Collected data
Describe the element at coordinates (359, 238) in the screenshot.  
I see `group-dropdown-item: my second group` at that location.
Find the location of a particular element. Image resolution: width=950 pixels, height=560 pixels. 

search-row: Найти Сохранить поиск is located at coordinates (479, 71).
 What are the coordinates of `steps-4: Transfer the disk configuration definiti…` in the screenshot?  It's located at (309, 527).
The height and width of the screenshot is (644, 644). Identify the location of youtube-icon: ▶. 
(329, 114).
--
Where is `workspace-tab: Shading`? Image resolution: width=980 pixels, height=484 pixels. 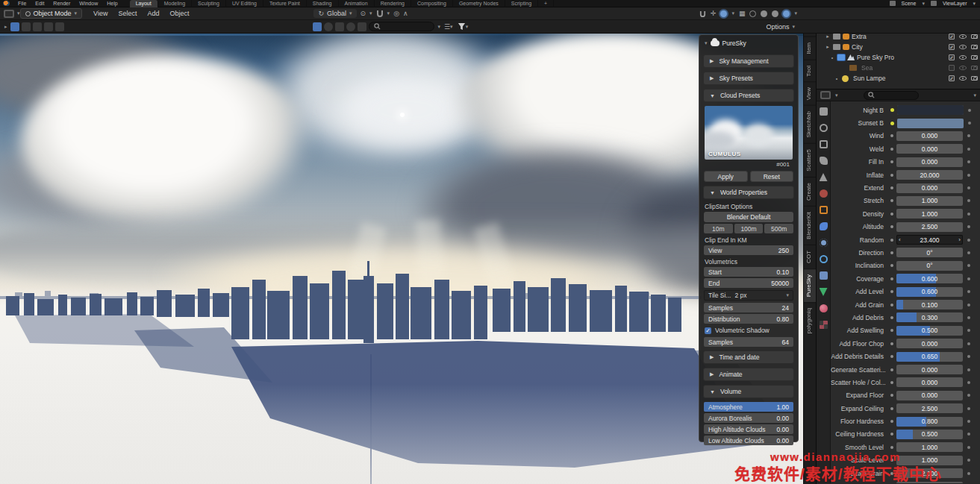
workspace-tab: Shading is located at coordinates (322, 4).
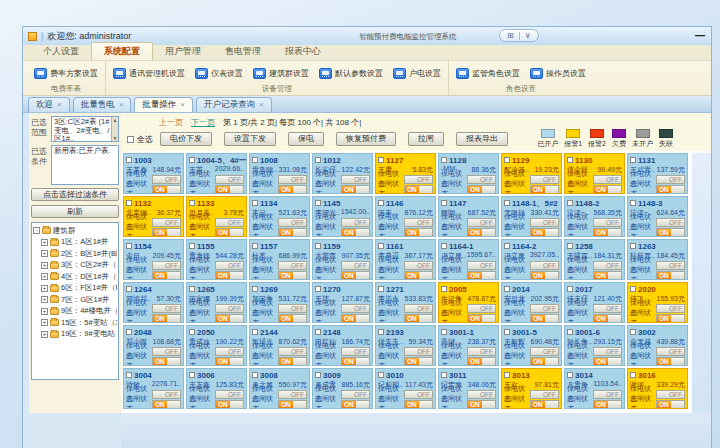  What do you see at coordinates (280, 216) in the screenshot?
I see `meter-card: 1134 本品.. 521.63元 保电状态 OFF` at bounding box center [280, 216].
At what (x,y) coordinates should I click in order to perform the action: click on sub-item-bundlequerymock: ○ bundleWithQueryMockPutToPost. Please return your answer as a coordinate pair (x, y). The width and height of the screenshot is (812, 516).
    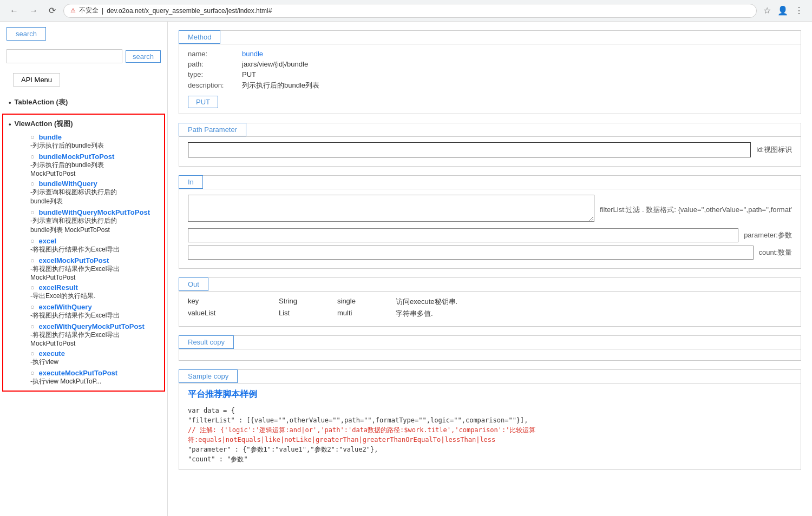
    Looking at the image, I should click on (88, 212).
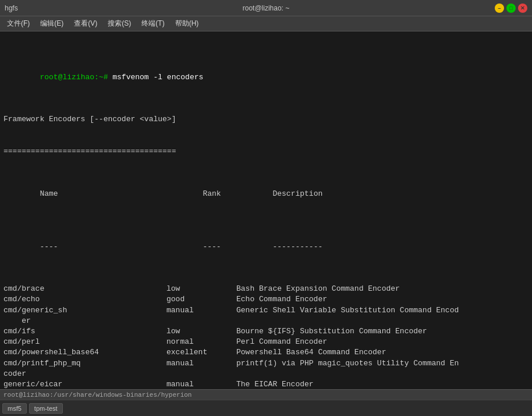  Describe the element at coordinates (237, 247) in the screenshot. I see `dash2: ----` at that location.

**ACTION ITEM**
Among the records above, a stretch begins at the line containing "Describe the element at coordinates (359, 238)" and ends at the line containing "What are the". Restate that stretch word for word, and nothing else.

**RESPONSE TO THIS TASK**
Describe the element at coordinates (359, 238) in the screenshot.  
I see `group-dropdown-item: my second group` at that location.
Find the location of a particular element. Image resolution: width=950 pixels, height=560 pixels. 

search-row: Найти Сохранить поиск is located at coordinates (479, 71).
 What are the coordinates of `steps-4: Transfer the disk configuration definiti…` in the screenshot?  It's located at (309, 527).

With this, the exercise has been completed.